The first step in wisdom is to know the things themselves.
—Carl Linnaeus
From his castle overlooking Prague, Holy Roman Emperor Rudolf II threw himself into a mystical quest so consuming that whispers of possession swirled through his court. The portly ruler of Central Europe was gripped by a singular obsession: to uncover the true secrets of the universe and know the contents of the planet and the skies above it and understand the invisible laws that bound it all together.
So Rudolf collected.
More than a simple hobby, collecting was a means to understand and exert control on a world that by the late 16th century had been upended. “Certitudes were breaking down—religious ones and scientific ones, assumptions that had been made by Aristotle,” says Robert J. W. Evans, a historian at the University of Oxford.
The New World, unmentioned by the Bible or ancient Greeks, seemed boundless, with yet more lands and peoples discovered every few years. New religious beliefs took root across Europe as Protestants broke from the Catholic Church. Radical ideas kept blasting through, among them Copernicus’s controversial theory that Earth wasn’t the center of the cosmos, as had long been believed, but instead revolved around the sun.
Collecting was reconnaissance, a way to decipher a planet turned mysterious. “There was a code to be cracked,” says Evans, “and collecting was seen as part of the way to do it.”
Rudolf wasn’t alone in the pursuit. Nobles, intellectuals, and other elites across Europe joined the craze, acquiring novelties from distant shores—hummingbirds, headdresses of feather, armadillos, scrolls covered in strange scripts—and transforming parts of their homes into showcases.
Called cabinets of curiosities (cabinet then meaning private room or study) or Wunderkammern (chambers of wonder), these exotic caches became a veritable fad among royals and scholars of the Late Renaissance. They fired imaginations and fueled competition, while bestowing status on their owners through the wealth and vast knowledge their possession implied.
But what in some cases began as princely vanity projects and exercises in one-upmanship also fostered empirical study of the items displayed, furthering understanding of flora, fauna, minerals, even physical laws. And as they evolved, cabinets of curiosities helped lay the foundations of science, bringing together natural philosophers and shaping the questions they asked.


Exactly and only the lines from the one with "Locate an element on the screen. Image" through the last line of the records need to be set down; please skip the pictures.

__________

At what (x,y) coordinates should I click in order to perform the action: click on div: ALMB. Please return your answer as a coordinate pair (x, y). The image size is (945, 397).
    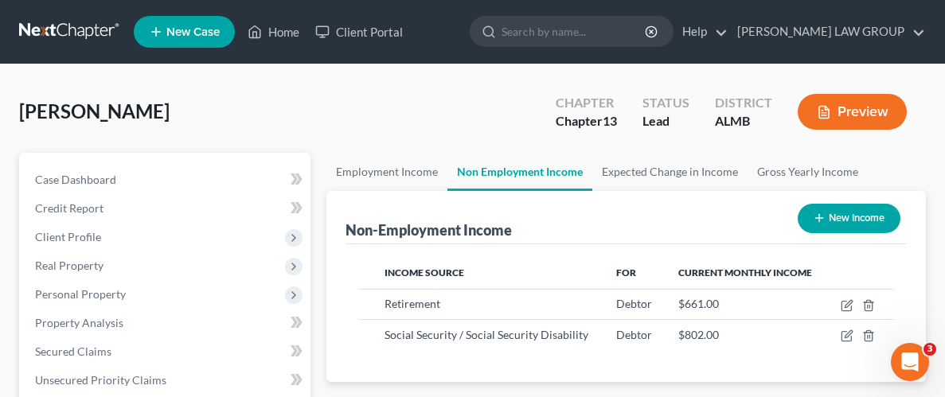
    Looking at the image, I should click on (743, 121).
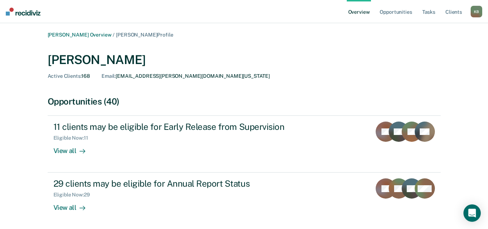 The width and height of the screenshot is (488, 229). I want to click on div: 11 clients may be eligible for Early Release from Supervision, so click(180, 126).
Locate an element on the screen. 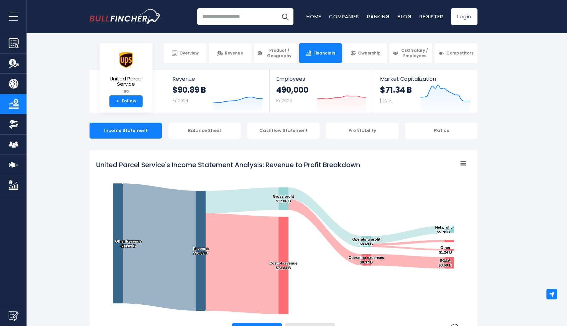 The image size is (567, 326). small: UPS is located at coordinates (126, 92).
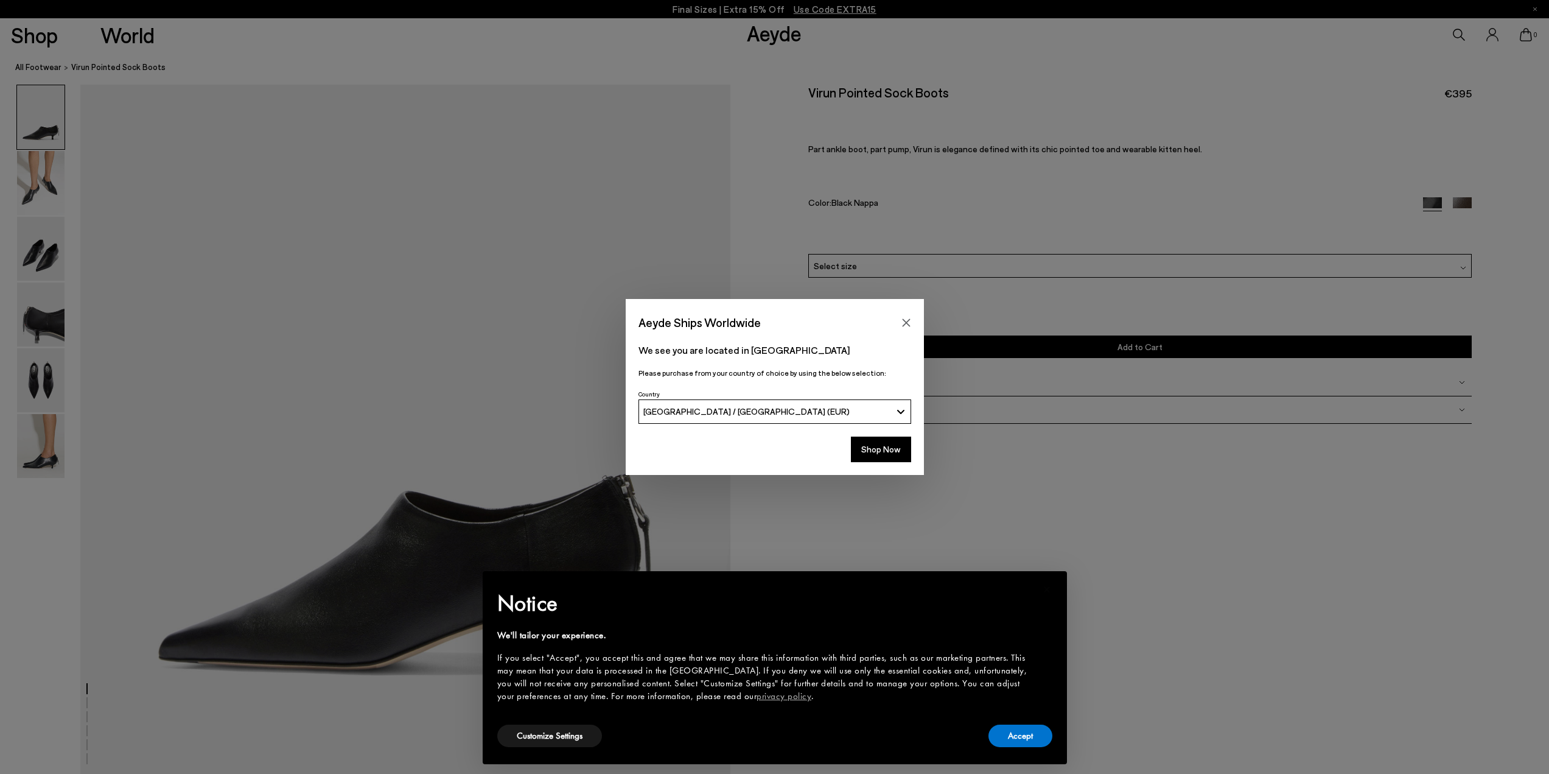 This screenshot has width=1549, height=774. What do you see at coordinates (784, 696) in the screenshot?
I see `a: privacy policy` at bounding box center [784, 696].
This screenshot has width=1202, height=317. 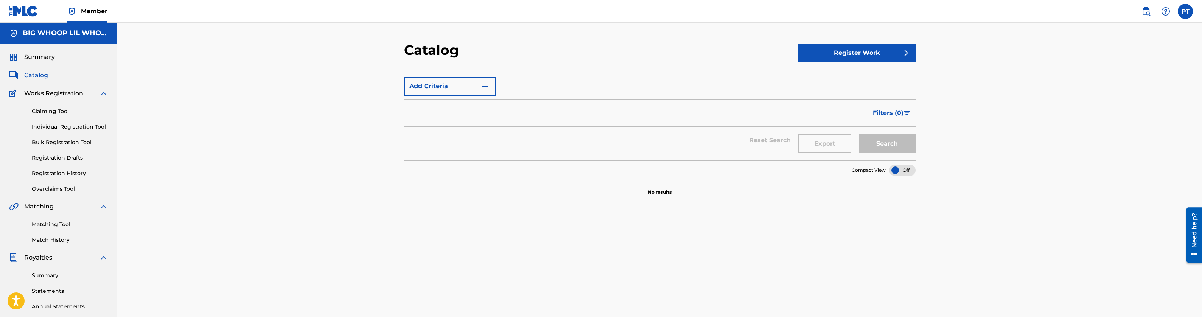 I want to click on img: MLC Logo, so click(x=23, y=11).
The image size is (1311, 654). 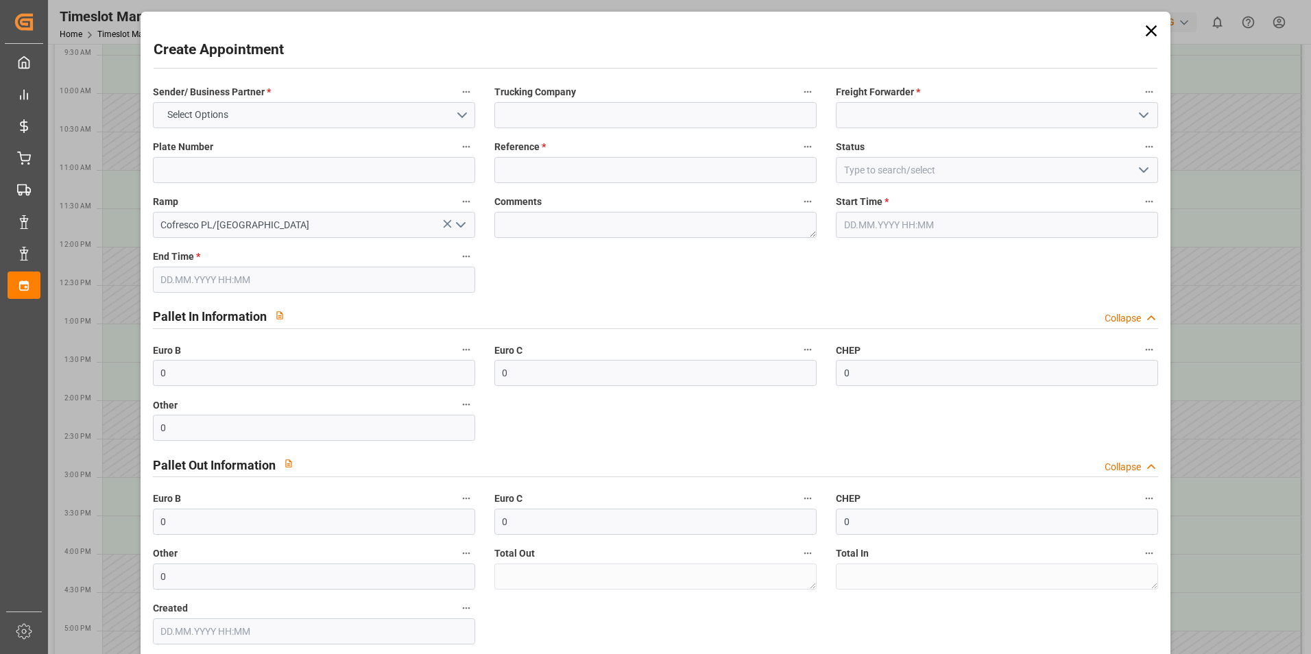 What do you see at coordinates (466, 202) in the screenshot?
I see `button: Ramp` at bounding box center [466, 202].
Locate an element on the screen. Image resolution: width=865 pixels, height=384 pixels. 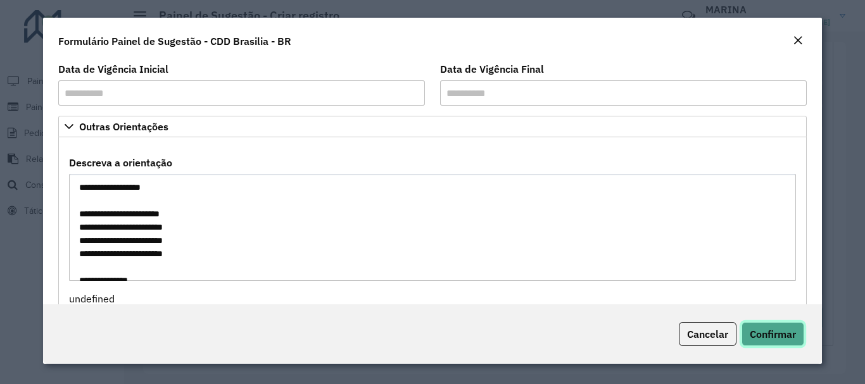
a: Outras Orientações is located at coordinates (432, 127).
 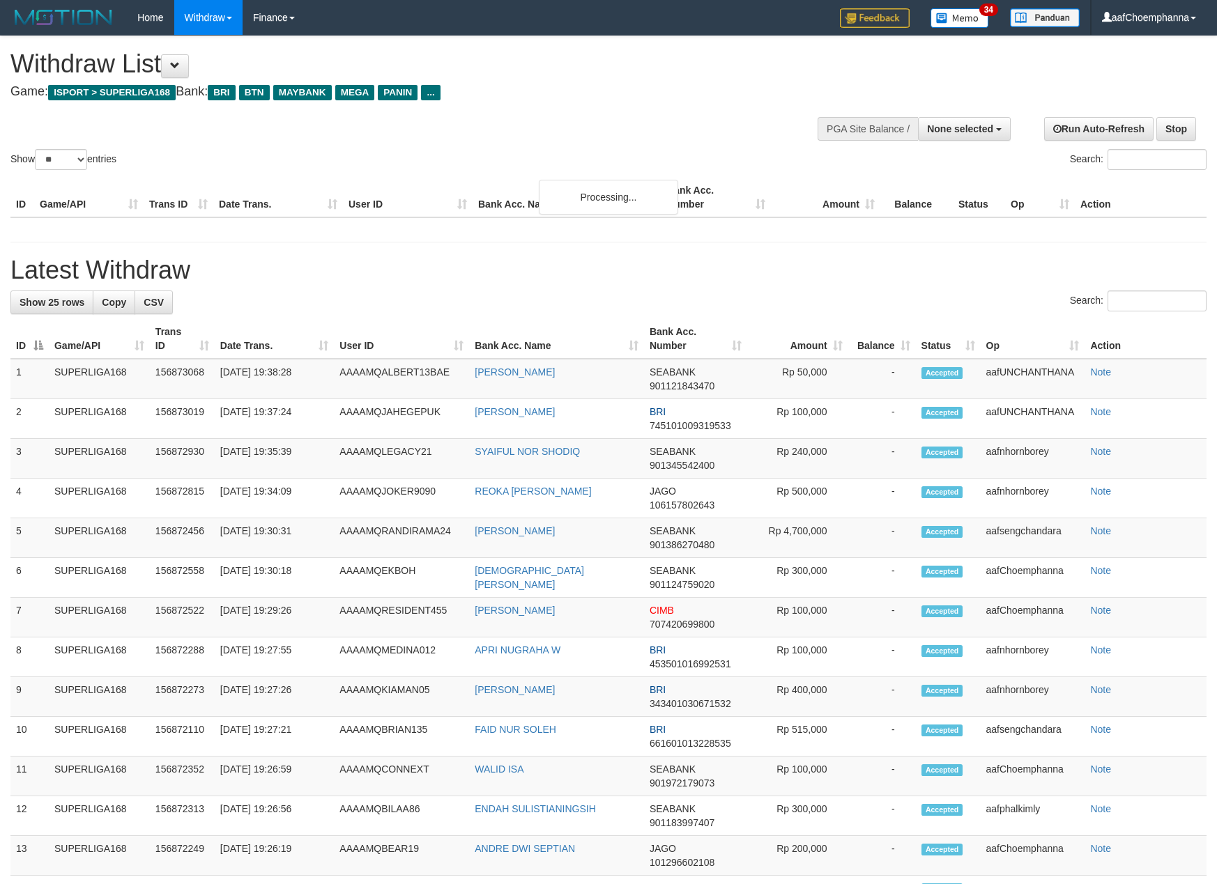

__________

→ **FINISHED TASK**:
Locate an element on the screen. Image resolution: width=865 pixels, height=384 pixels. 
a: Outras Orientações is located at coordinates (432, 127).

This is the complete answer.